The blue-winged warbler is not an exotic like the species Burdick discusses, but it is a species whose range is probably expanding because of changes we have made to the habitat in North America over the last hundred years.

The history of life on earth has always been a history of both incremental and sudden, drastic change. Right now we are seeing the ranges of many bird species shifting because of changes in barriers to movement, changes in habitat, changes in weather. A great number of species are shifting north, such as the orchard oriole I recorded in the square. Others are losing habitat because of the reduction in the amount of land used for agriculture over the last hundred years, just as many lost habitat when the forests were cleared in the previous century. The history of the golden-winged warbler, probably largely unknown, would be very interesting to see correlated with logging and the clearing of land for agriculture. The kind of shrubby habitat it prefers, that exists at the edge of the cedar bush and the far field, is there because the forests were cut, the land was farmed and now it is reverting to forest again, both because of the effort of human beings (some years ago a lot of the land in this area that is no longer being farmed was planted with evergreens--this practice is falling out of favour now because it destroys the habitat of the grassland birds) and the natural succession of plant growth--as trees get going, they eventually shade out the shrubbery. Any change of this kind, from grassland to shrub to forest, benefits some species to the detriment of others. Burdick layers his accounts of invasive species in various parts of the world and various habitats with more philosophical musings about what is natural, what our role in ecological change is, and how we perceive the difference.

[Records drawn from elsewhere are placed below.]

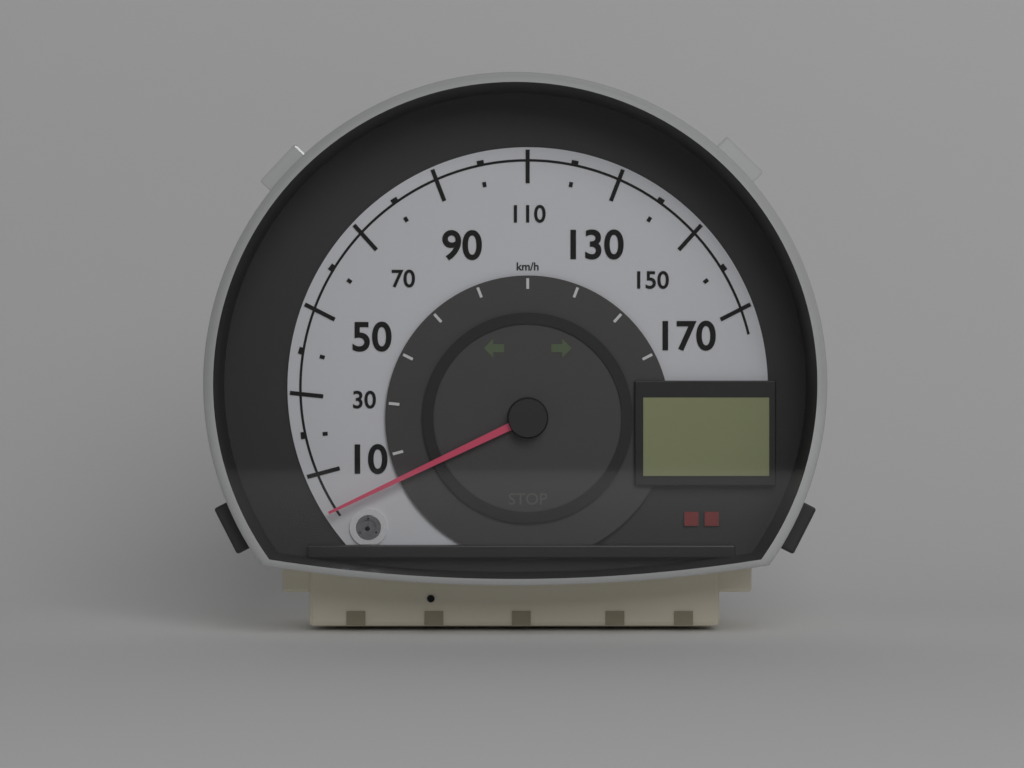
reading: 0 km/h
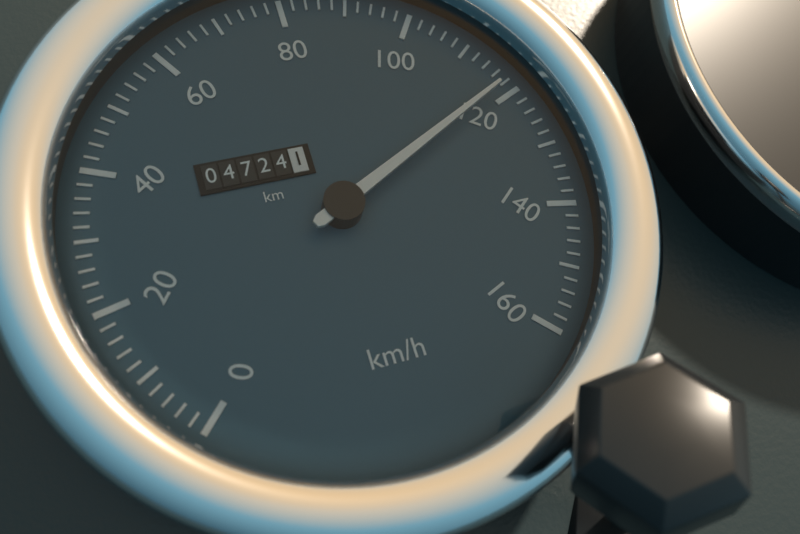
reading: 118 km/h
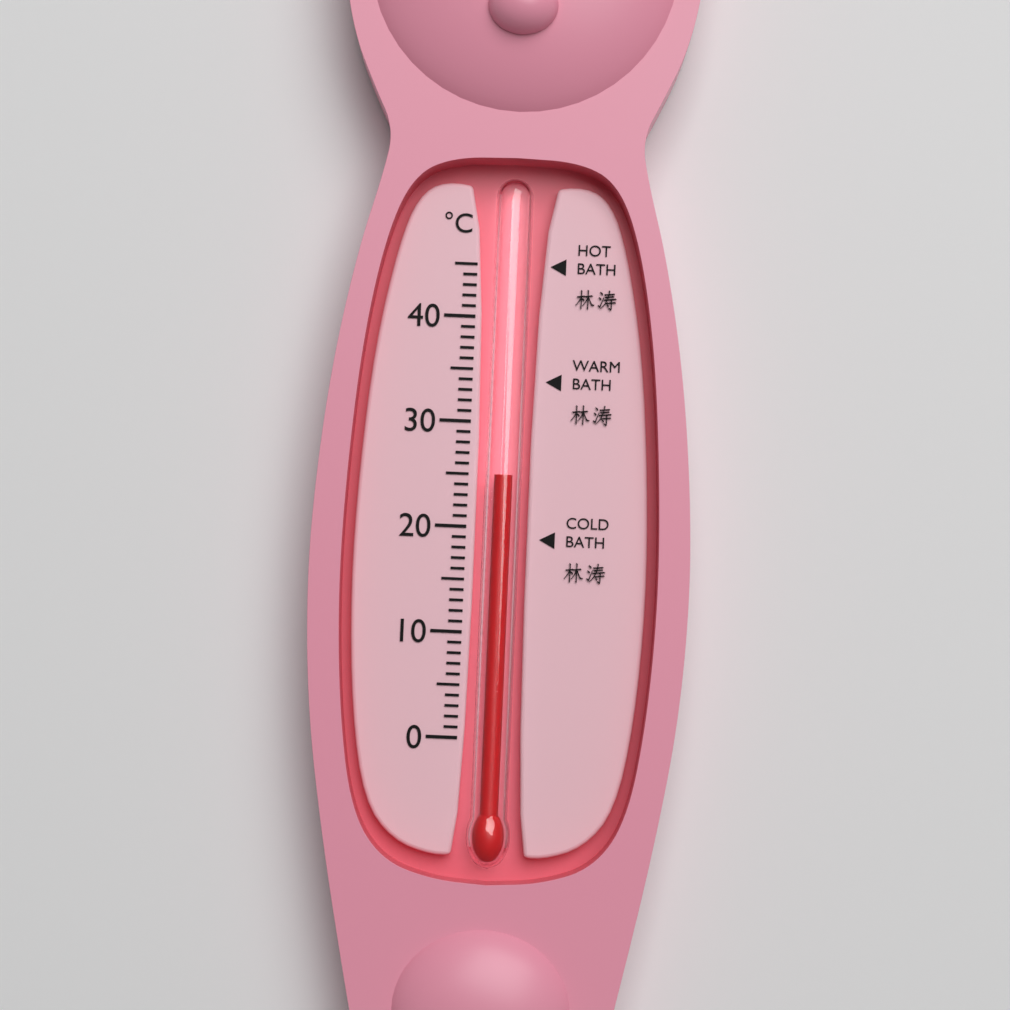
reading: 25 °C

Personally, in this case, I regret the possibility that the golden-winged warbler, my new friend, is fading away into the blue-winged warbler population, but simultaneously welcome the opportunity to witness the event.

1 comment:

Anonymous said...

As I read this point, and got to the point where you said the warbler was carrying food, I immediately thought to myself "Confirmed, feeding young" -- an automatic response for someone involved in a breeding bird atlas like myself. I loved reading down just a bit further to see you are as well! I just started reading your blog; well done.